` O'Neill Theater: O'Neill Critics Institute: An Overview

An Overview


Our History

Dan Sullivan teaches OCI critic fellows.

Ernest Schier, first director
of The O'Neill's National Critics Institute

From its beginnings in the mid-1960s, the O'Neill Theater Center wanted critics to play a role at its annual Playwrights Conference. But what should that role be? Founder George White's first idea was to ask established critics to take the stage after the performance to discuss the play with the audience. Unfortunately, the critics thought that they had been invited to review the play, which they did, sometimes in withering terms. This experiment generated more heat than light.

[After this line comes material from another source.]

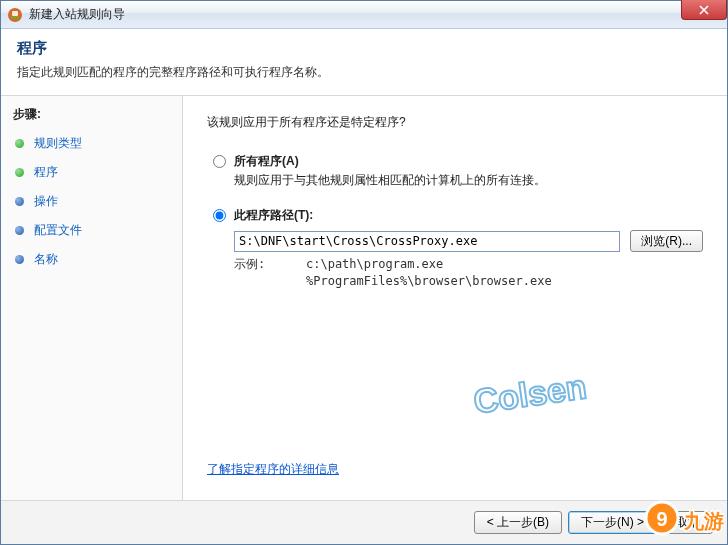  I want to click on step-program: 程序, so click(92, 172).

The next step was to invite O'Neill playwrights to sit down in private with critics the morning after the show and be instructed as to the value of their scripts. This practice was discontinued after one playwright trained a revolver -- fortunately unloaded -- on his judges.

His judges: therein lies the problem. Theater people in those days saw "the critics" primarily as a power bloc who could make or break a show. Yet the O 'Neill was supposed to be a theater laboratory. How could a final verdict be delivered on a play that was still in process? A hanging judge had no place there.

But wait a minute: in a laboratory setting, could the term "theater criticism" be redefined? Could it be re-translated, just for a few weeks, to mean an extension of the shoptalk that went on all day long at the O'Neill? (What's the arc of the story? Should there be more of a bridge between Scene One and Scene Two?)

If that was theater criticism, everyone at the O'Neill was already guilty of it. Bringing aboard a contingent of theater journalists who wanted to develop their powers of analysis and description in private suddenly seemed quite logical. While these visiting journalists might not qualify as colleagues, they couldn't honestly be seen as the enemy either. Like the O' Neill's playwrights, they too were writers in process. So -- under the guidance of Norman Nadel, Judith Crist and the late Ernest Schier, former critic of the Philadelphia Bulletin -- evolved The O'Neill's National Critics Institute.